The latest images of exoplanets also bode well for Elizabeth Matthews, a postdoctoral researcher at the University of Geneva. “For my own software, we are sure to see that the tool will really work as we expected when we designed the software,” Matthews says.

Between April and May 2023, Matthews will use the James Webb Space Telescope to observe a nearby star that holds a planet – Epsilon Indy A, just 12 light-years away. This star’s exoplanet, Epsilon Indy Up, is known only by the subtle wobbles in gravity that its size induces on the star. No one has seen this planet firsthand, but astronomers’ best estimates suggest that it must have been fairly cold, which means it’s fairly old. Giant exoplanets are believed to be hot and radiate huge amounts of thermal energy left over from their recent creation. (The glowing planetary bubble seen in infrared images of HIP 65426 b at JWST is mostly heat energy emitted by the planet itself, not light reflected from the tops of its clouds.)

The older, cooler planets were generally too faint to image – drowned out by the bright light of their host stars. Thus, Matthews’ plan to image a more mature planet is challenging, but JWST’s recent performance indicates that it should certainly be possible. Matthews says she designed her study to take the minimum time needed to be able to produce a planetary image — but is now more confident that it will succeed in that time frame because the JWST’s greater-than-expected sensitivity is like giving more observation time.

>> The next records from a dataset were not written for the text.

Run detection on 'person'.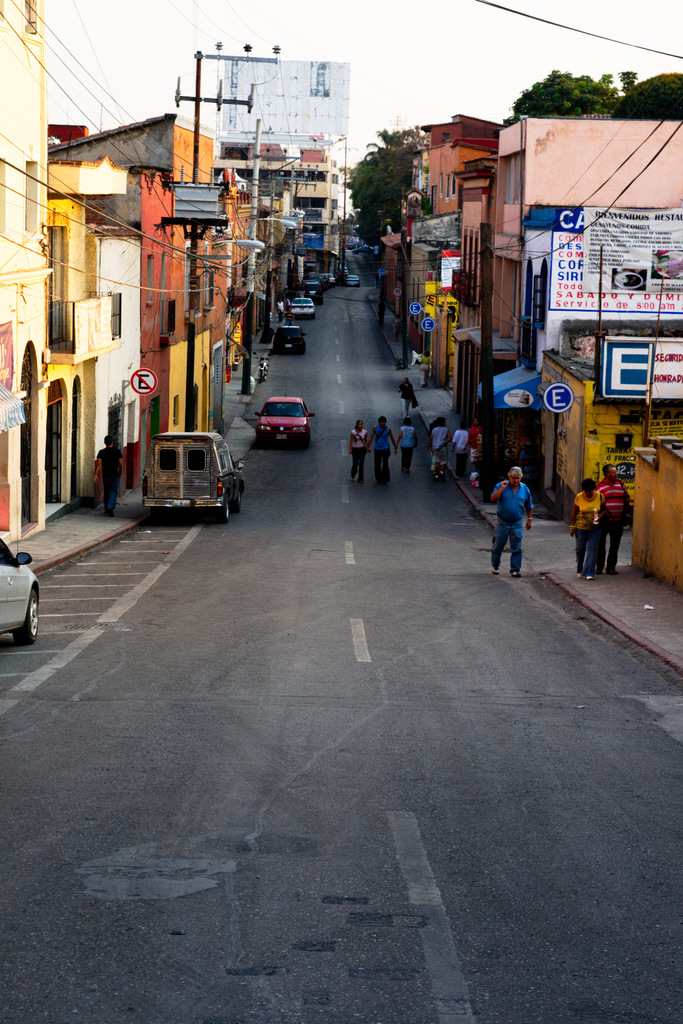
Result: select_region(295, 288, 306, 304).
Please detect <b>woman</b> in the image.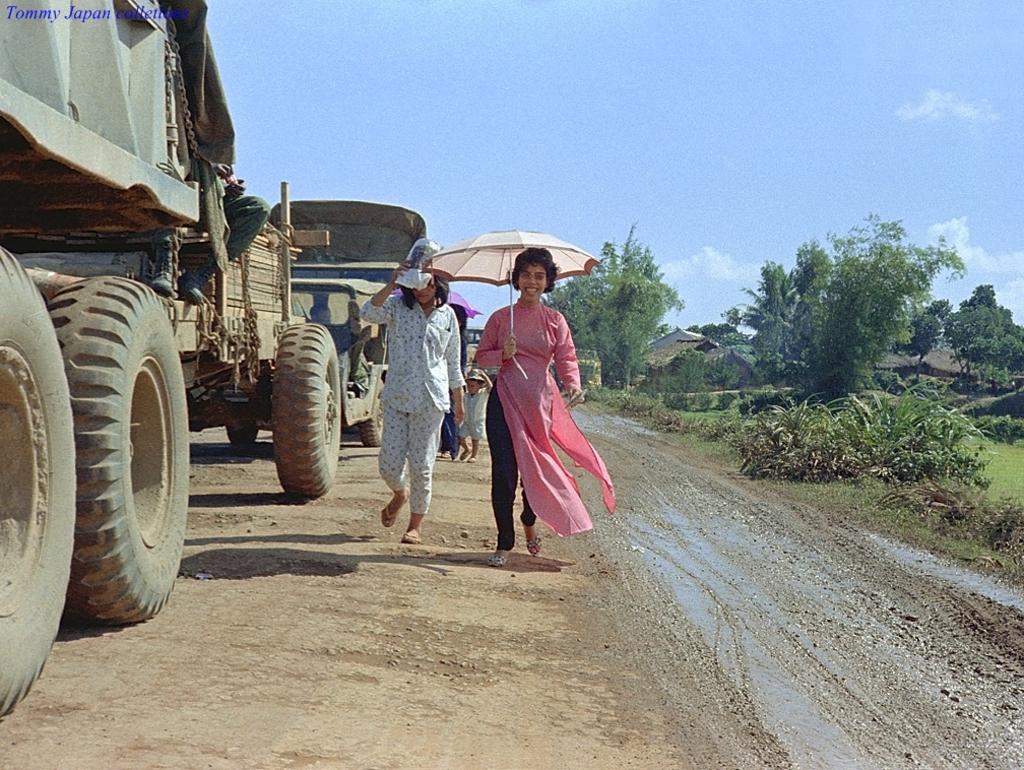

It’s too late to easily change plans for the JWST’s opening “cycle 1” observations to take advantage of higher-than-expected high-contrast imaging performance, but these early results will certainly make astronomers more confident when planning future research. Marino and Matthews both suggest that they might set bolder research goals next time. Research proposals for the second cycle of feedback are scheduled to be submitted at JWST in late January.

Before then, Sasha Hinckley plans to reach out to the astronomical community with advice on how to make the most of the James Webb Space Telescope based on his team’s updated understanding of its capabilities. “We expect that our recommendations will enable the community to come up with the strongest possible set of suggestions for making these observations,” Hinckley says.

In future research cycles, targets deemed too small or out of reach may be considered within reach. Ultimately, JWST’s ultra-imaging work of extrasolar planets should help guide efforts to develop more ambitious observatories that can image not just gas giants but smaller and fainter targets: potentially habitable and more Earth-like worlds.

The proposals that were ‘cool, she’d be lucky if we could do that’ enter the realm of ‘yes, we should be able to do this,’ and a new set of things that were ‘there’s no way we can do this’ enter the realm,” says Bechman. Yes, we have a chance to make it happen.”